The skills here directly enable the rest of the curriculum. MCTS as a planning method shows up in CFR variants (Module 5). The AlphaZero pattern (network-guided search, network trained on search results) is one template for solving multi-agent problems (Module 6). The capstone (Module 8) builds a custom MCTS-flavored solver in Rust.

What we cover

Tree search fundamentals (lesson 1): minimax for two-player perfect-information games, alpha-beta pruning. The classical foundation. We do not dwell here because alpha-beta does not scale to large branching factors, but the vocabulary and structure carry over to MCTS.

Monte Carlo Tree Search (lesson 2): the four-phase MCTS loop (selection, expansion, simulation, backpropagation). UCB1 for the exploration-exploitation tradeoff during selection. Pure MCTS (no neural network) on a small game.

Neural-guided MCTS (lesson 3): replace random rollouts with a value network's prediction; use a policy network to bias the selection phase. PUCT (Predictor + UCT). This is the architecture inside AlphaGo Zero and AlphaZero.

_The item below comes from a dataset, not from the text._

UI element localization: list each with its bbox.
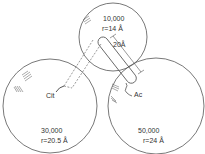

AlphaZero self-play (lesson 4): how to train the value and policy networks from games the agent plays against itself. The training loop is the actor-critic structure from Module 3 with MCTS as the policy improvement operator.

Lessons

  1. Tree search fundamentals
  2. Monte Carlo Tree Search
  3. Neural-guided MCTS
  4. AlphaZero self-play

Module project: an AlphaZero-lite agent for a pursuit-evasion game

You will train an AlphaZero-style agent on a simple 2-spacecraft pursuit-evasion game defined in OpenSpiel. The defender (you) tries to maintain coverage of an orbital region; the evader (also you, in self-play) tries to avoid detection. The agent learns by playing against itself: MCTS guided by a small policy/value network, network trained on the resulting games, MCTS using the improved network, and so on.

This is the canonical pattern that produced superhuman Go, Chess, and Shogi players. We are doing it on a much smaller game so it actually trains in reasonable time on a laptop.